I got my stuff together in five minutes and went to Nicole’s room to pack her up. I passed the dining room table so I could text Blakely and let her know I was going to Arkansas.

“Have you seen my phone?” I asked.

Brad and Nicole were on the couch watching a show about cheetahs.

“Nope.” He popped an O in his mouth. “Look in the foyer.”

“I had it here.”

He shrugged.

I figured it was in my bag, and went to Nicole’s room to get her ready to go.





CHAPTER 50


CARA


I was Nicole’s primary caretaker by default, and I was going to be harder to replace than ever.
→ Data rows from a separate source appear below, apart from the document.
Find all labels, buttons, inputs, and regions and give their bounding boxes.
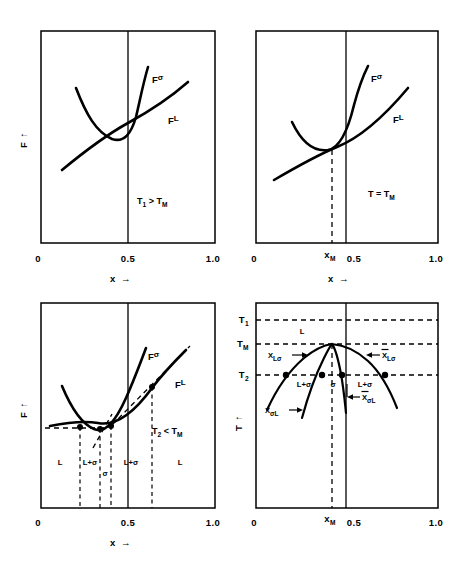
ytick-tm: TM [237,338,249,351]
label-f-liquid: FL [393,113,404,125]
yaxis-title: F↑ [18,402,29,418]
xtick-0: 0 [251,253,257,264]
sigma-free-energy-curve [76,67,148,140]
xtick-0: 0 [251,517,257,528]
four-panel-thermodynamics-figure: Fσ FL T1 > TM 0 0.5 1.0 x→ F↑ Fσ FL T = … [0,0,463,565]
leader-arrowhead-3 [366,352,372,358]
region-label-sigma: σ [330,380,336,389]
xtick-0p5: 0.5 [121,253,136,264]
region-label-l-sigma-right: L+σ [358,380,373,389]
xtick-1p0: 1.0 [206,253,220,264]
region-label-l-left: L [58,458,63,467]
xtick-1p0: 1.0 [429,253,443,264]
panel-bottom-left: Fσ FL T2 < TM L L+σ σ L+σ L 0 0.5 1.0 x→… [0,288,240,565]
xaxis-title: x→ [328,273,349,284]
panel-top-left: Fσ FL T1 > TM 0 0.5 1.0 x→ F↑ [0,0,240,290]
phase-point-4 [382,372,388,378]
label-f-liquid: FL [168,114,179,126]
solidus-right-curve [332,344,346,413]
region-label-l-sigma-left: L+σ [297,380,312,389]
condition-label: T2 < TM [152,426,183,438]
panel-top-right: Fσ FL T = TM 0 xM 0.5 1.0 x→ [232,0,463,290]
ytick-t2: T2 [239,369,249,382]
leader-arrowhead-2 [297,407,303,413]
xtick-0p5: 0.5 [347,253,362,264]
label-x-bar-sigma-l: XσL [362,393,376,404]
liquid-free-energy-curve [62,82,188,170]
phase-point-1 [283,372,289,378]
label-f-sigma: Fσ [152,73,164,85]
label-f-sigma: Fσ [148,350,160,362]
region-label-sigma: σ [102,469,108,478]
label-f-liquid: FL [175,378,186,390]
condition-label: T1 > TM [137,196,168,208]
panel-bottom-right: T1 TM T2 XLσ XσL XLσ XσL L L+σ σ L+σ [232,288,463,565]
xtick-1p0: 1.0 [429,517,443,528]
liquid-free-energy-curve [274,88,408,180]
xtick-0p5: 0.5 [121,517,136,528]
yaxis-title: F↑ [18,132,29,148]
ytick-t1: T1 [239,314,249,327]
plot-frame [256,303,438,508]
xtick-1p0: 1.0 [206,517,220,528]
leader-arrowhead-4 [347,394,353,400]
xaxis-title: x→ [110,537,131,548]
label-x-bar-l-sigma: XLσ [382,351,396,362]
plot-frame [256,31,438,243]
label-x-sigma-l: XσL [265,406,279,417]
label-x-l-sigma: XLσ [268,351,282,362]
xtick-0p5: 0.5 [347,517,362,528]
region-label-l-sigma-right: L+σ [124,458,139,467]
phase-point-3 [339,372,345,378]
xtick-0: 0 [35,517,41,528]
xtick-xm: xM [324,249,336,262]
label-f-sigma: Fσ [371,72,383,84]
xtick-xm: xM [324,513,336,526]
phase-point-2 [319,372,325,378]
yaxis-title: T↑ [233,415,244,431]
xaxis-title: x→ [110,273,131,284]
region-label-liquid: L [300,327,305,336]
common-tangent-middle [93,414,112,448]
xtick-0: 0 [35,253,41,264]
sigma-free-energy-curve [62,348,146,430]
region-label-l-sigma-left: L+σ [83,458,98,467]
region-label-l-right: L [178,458,183,467]
condition-label: T = TM [368,189,395,201]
Sex complicated everything about this. When I was gone, was I really gone? If Brad and I were working toward something, then I’d be around Nicole and the new nannies. Would I have a say in what they did? I’d be the girlfriend. Girlfriends didn’t raise their boyfriends’ children.

This is why you don’t fall in love with kids or daddies or families. This is why I did this in the first place, because I loved children but didn’t get close. And here I was. On a train between stations, going too fast to stop. In the car. To the helipad. Over Orange County. Landing in Santa Monica. Getting on the charter plane.

When the laughter over my teacup ride died down, what would the media say?

Stop worrying.

Nicole looked a little green on the helicopter. I gave her seasickness medicine. We didn’t need two people puking in a day.

Brad focused on Nicole, who regaled us with tales of a land of ponies made of pasta and their queen of tomato sauce. We deduced she was hungry, and I rummaged around the galley for snacks. It was a long flight, and he’d arranged the plane on short notice. We had no attendant and no catering.

“I found some stuff.”

I dumped juice boxes, bags of peanuts and chips, two sugary granola bars, and an apple on the little table between leather couches. Nicole reached for the juice box and held it out for her father, who was sitting across from her.

“Open, please.”

He cracked open the box and pulled out the straw. I sat next to her and handed it over when it was open. Brad pulled open the peanuts, glancing up at me.